Published 3/23/2026 — Vol. 2, No. 1
Opinion: Transgender Day of Visibility Is in March. UD Didn't Get the Memo.
On Friday, March 6th, the University of Delaware Associate in Arts Program students were invited to attend a debate on the Newark campus hosted by the University of Delaware's Department of Philosophy, Anthropology, and Women and Gender Studies, titled "Debating Sex: Is Biological Sex Binary?" The debate featured anthropologist Agustín Fuentes, author of "Sex is a Spectrum," and Tomas Bogardus, a philosopher who has built a career arguing against transgender and LGBTQ+ rights. Regardless of academic framing, hosting a debate about whether transgender, intersex, and nonbinary people exist is not a neutral act. In our current political climate, it is a dangerous one. It is worth noting that this event took place at the beginning of March, later this month the world observes Transgender Day of Visibility on March 31st, a day dedicated to celebrating transgender people and raising awareness of the discrimination they continue to face.
For many queer and transgender students, we have spent the bulk of our adolescence and into adulthood watching society debate our existence. This has become all too common in an era defined by bad-faith "just asking questions" rhetoric that to its core denies the existence of our neighbors and classmates. We have watched politicians, media figures, and community leaders lie about us, fearmonger about us, and attempt to erase us entirely. And recently, we have watched institutions that claim to protect us capitulate and open the door to let it happen anyway.
The consequences of this kind of rhetoric are not abstract. According to the Human Rights Campaign, at least 293 transgender people have been killed since 2020, and transgender people are 2.5 times more likely than cisgender people to experience violence. The Trevor Project reports that 47 percent of transgender youth experience suicidal ideation. The Williams Institute at UCLA School of Law found that more than half of all transgender youth live in states where their rights are actively being restricted. In January, the Lemkin Institute warned that the United States is in the early stages of a genocide against transgender Americans, and on March 11th, issued their third Red Flag Alert for an anti-trans genocide in the USA. These statistics and warnings do not exist in a vacuum; they are the direct result of a culture that has questioned the existence and experiences of transgender people for decades.
While the Associate in Arts Program did not organize or host the debate itself, it was an active participant. AAP students were welcomed into the Department of Philosophy, and the debate was mentioned in at least one AAP class, where attendance was encouraged for extra credit. It is worth acknowledging that engaging with controversial ideas is a legitimate and beneficial part of academia, and the intention here may well have been no more than that. However, intention does not erase impact. For many AAP students, this may have been one of their first significant exposures to university academic life. When a program serving first-generation, low-income, and historically marginalized students directs those students to an event that treats members of our community as an open question, the message that sends matters regardless of the academic value.

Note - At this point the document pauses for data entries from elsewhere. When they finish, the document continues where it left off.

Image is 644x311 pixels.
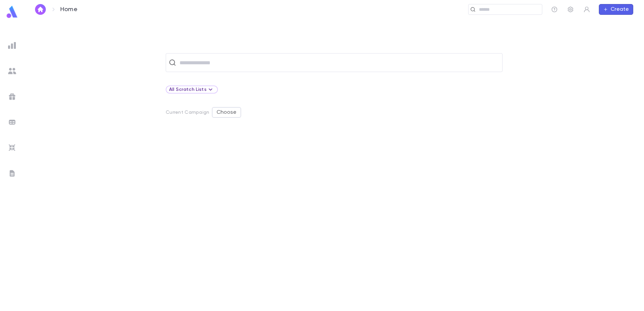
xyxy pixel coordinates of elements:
p: Home [60,6,77,13]
button: Choose [212,107,241,118]
img: letters_grey.7941b92b52307dd3b8a917253454ce1c.svg [8,169,16,178]
div: All Scratch Lists [169,86,215,94]
img: students_grey.60c7aba0da46da39d6d829b817ac14fc.svg [8,67,16,75]
p: Current Campaign [166,110,209,115]
img: imports_grey.530a8a0e642e233f2baf0ef88e8c9fcb.svg [8,144,16,152]
img: campaigns_grey.99e729a5f7ee94e3726e6486bddda8f1.svg [8,93,16,101]
button: Create [599,4,633,15]
img: batches_grey.339ca447c9d9533ef1741baa751efc33.svg [8,118,16,126]
div: All Scratch Lists [166,86,218,94]
img: logo [5,5,19,18]
img: reports_grey.c525e4749d1bce6a11f5fe2a8de1b229.svg [8,42,16,50]
img: home_white.a664292cf8c1dea59945f0da9f25487c.svg [37,7,45,12]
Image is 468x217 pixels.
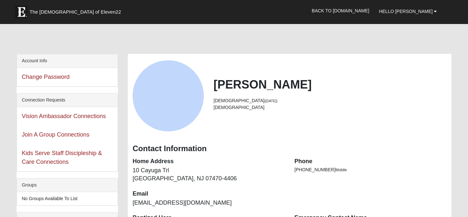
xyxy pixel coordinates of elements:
div: Groups [17,179,118,192]
h3: Contact Information [132,144,446,154]
a: Hello [PERSON_NAME] [374,3,441,19]
a: Kids Serve Staff Discipleship & Care Connections [22,150,102,165]
a: View Fullsize Photo [132,60,204,131]
div: Connection Requests [17,94,118,107]
span: The [DEMOGRAPHIC_DATA] of Eleven22 [30,9,121,15]
li: [DEMOGRAPHIC_DATA] [213,97,446,104]
dt: Home Address [132,157,284,166]
dt: Email [132,190,284,198]
small: ([DATE]) [264,99,277,103]
a: Join A Group Connections [22,131,89,138]
dd: 10 Cayuga Trl [GEOGRAPHIC_DATA], NJ 07470-4406 [132,167,284,183]
dd: [EMAIL_ADDRESS][DOMAIN_NAME] [132,199,284,207]
div: Account Info [17,54,118,68]
a: Back to [DOMAIN_NAME] [306,3,374,19]
a: Vision Ambassador Connections [22,113,106,119]
li: [DEMOGRAPHIC_DATA] [213,104,446,111]
a: The [DEMOGRAPHIC_DATA] of Eleven22 [12,2,142,19]
h2: [PERSON_NAME] [213,78,446,92]
li: [PHONE_NUMBER] [294,167,446,173]
li: No Groups Available To List [17,192,118,206]
img: Eleven22 logo [15,6,28,19]
dt: Phone [294,157,446,166]
span: Mobile [335,168,346,172]
a: Change Password [22,74,69,80]
span: Hello [PERSON_NAME] [379,9,432,14]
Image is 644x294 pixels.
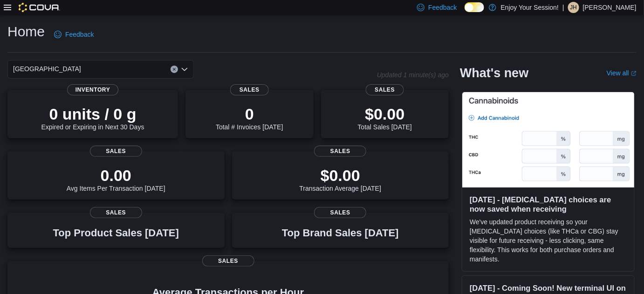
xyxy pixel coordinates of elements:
span: Sales [230,84,268,95]
span: Inventory [67,84,119,95]
p: [PERSON_NAME] [583,2,637,13]
p: $0.00 [300,166,382,185]
p: Updated 1 minute(s) ago [377,71,449,79]
a: View allExternal link [607,69,637,77]
span: Feedback [428,3,457,12]
div: Expired or Expiring in Next 30 Days [42,105,145,131]
span: Sales [202,256,254,267]
span: Sales [314,207,366,218]
h3: Top Product Sales [DATE] [53,228,179,239]
img: Cova [19,3,60,12]
svg: External link [631,71,637,76]
div: Avg Items Per Transaction [DATE] [67,166,166,192]
p: We've updated product receiving so your [MEDICAL_DATA] choices (like THCa or CBG) stay visible fo... [470,218,627,264]
button: Clear input [171,66,178,73]
p: $0.00 [358,105,412,123]
h2: What's new [460,66,529,80]
div: Total Sales [DATE] [358,105,412,131]
span: Sales [314,146,366,157]
span: Sales [90,207,142,218]
h3: Top Brand Sales [DATE] [282,228,399,239]
p: 0 [216,105,283,123]
h1: Home [7,22,45,41]
input: Dark Mode [464,2,484,12]
span: [GEOGRAPHIC_DATA] [13,63,81,75]
span: Dark Mode [464,12,465,13]
p: 0 units / 0 g [42,105,145,123]
div: Total # Invoices [DATE] [216,105,283,131]
span: Sales [366,84,404,95]
button: Open list of options [181,66,188,73]
div: Transaction Average [DATE] [300,166,382,192]
p: Enjoy Your Session! [501,2,559,13]
a: Feedback [50,25,98,44]
p: 0.00 [67,166,166,185]
span: Feedback [65,30,94,39]
span: Sales [90,146,142,157]
span: JH [570,2,577,13]
div: Justin Hutchings [568,2,579,13]
p: | [563,2,564,13]
h3: [DATE] - [MEDICAL_DATA] choices are now saved when receiving [470,195,627,214]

As both a Blue Hen and a transgender student, I believe in freedom of speech and the fundamental principle of academic freedom. What I do not believe in is a taxpayer-funded university platforming and endorsing hate speech and calling it academia. True academic freedom requires confronting the power that academics hold and the harm certain ideas cause when given institutional legitimacy. The University of Delaware claims to be a welcoming institution for all students. It cannot make that claim while simultaneously making its campus less safe for the most vulnerable among them. Transgender, intersex, nonbinary, and gender diverse students are not up for debate, period.